Deploying this newcomer was a risk given Sessa’s lack of formal training. But Sessa––vaguely Payne-like in his coiffed, capacious, and rakish young male demeanor––possesses the requisite vulnerability to make the story work. Sessa’s turn in Deerfield’s Antigone no doubt provided him the necessary great books chops to grasp the film’s Johnny-style innuendo at play.
But for this angular preppy to be redeemed––Tully is miffed that he does not get to fly to ritzy St. Kitts for the holidays––Payne needs him to display a rich roundness of emotion: tenderness towards a young Asian student who misses home, compassion for the African-American cook (a tender and authentic Da’Vine Joy Randolph) who lost her son in Vietnam, and sadness for the empty life of privilege that leaves him without his biological family over the holidays. A Christmas envelope of cash from Mom, and Dad #2, doesn’t compensate.
Sessa delivers on all levels. Like Election costar Chris Klein, he is the latest “amateur” turned star by the Oscar-winning helmer.
Payne’s merciless and trenchant wit is on full display here, with Paul Giamatti (Paul Hunham) returning as the director’s nebbish mouthpiece and counterpoint to Tully’s seeming entitlement. A master of Chaplin-esque comedic technique––one of Payne’s favorite films is City Lights––Giamatti again plays the sardonic prig to perfection. Except in place of Sideways’ snobbish wine connoisseur, we find a pompous, wryly detached schoolmaster who endlessly quotes Latin and takes pleasure in assigning extra homework over the holiday as he drills Thucydides into the heads of teens who’ll run a country that’s a far cry from the categorical imperatives of Payne’s ancient Greek ancestors. As just one example: instead of giving his fellow holdovers a Christmas gift they might actually enjoy, Hunham gifts them Marcus Aurelius’ Meditations, his bitter retort to the injustices the world has inflicted upon him.
As the jokes flow like water from the icy smart River City auteur, Payne unmasks the sadism, hypocrisy, and inhumanity of boarding school––and ensuing Ivy League–– through the mangled Hunham’s sacrifice at the hands of blue-bloods whose offspring he’s paid to mentor. He is the nomadic “Hun”––easily discarded by the powers that be. By the film’s end, he has again fallen on his sword to protect the powerful––this time so Tully can avoid becoming grist for the Vietnam death mill.

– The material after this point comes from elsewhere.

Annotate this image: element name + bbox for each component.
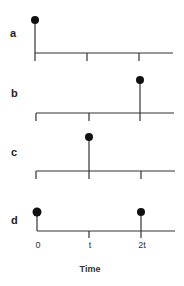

Payne does not hold back in delivering his lethal critique of a corrupt, mercenary, and fallen American elite and the dear price one pays to challenge it.
At a climactic moment in almost every Payne dramedy, the director ups the ante of madcap antics to outrageous heights: Giamatti chugging a spit bucket in Sideways, sandal-wearing Clooney racing down the hill in The Descendants, Kathy Bates buck naked in a hot tub in About Schmidt. I was waiting for that hilarious crescendo in The Holdovers, specifically when Hunham makes an impromptu flaming dessert of cherries jubilee on his car hood in the parking lot outside a tony Boston restaurant. But Payne pulls back just when the humor is set to explode. This says something about him at this autumnal moment in his life and career––a high school senior knows and knows that he knows––but also about the seriousness with which he views the human-scaled drama at play.
Payne’s Holdovers are lonely, loveless, and stuck. Payne hermetically cloisters off the era’s political and cultural tumult so they can focus on conquering their flaws and overcoming their sadness as they forge a makeshift family together. While Payne’s resolution is not as crowd-pleasing as in Sideways––in which the nebbish gets the girl––maybe for the 62-year-old sensualist, that sophomoric dream has been replaced by something not exactly political, but, with a nod to Aurelius, pleasingly Stoic.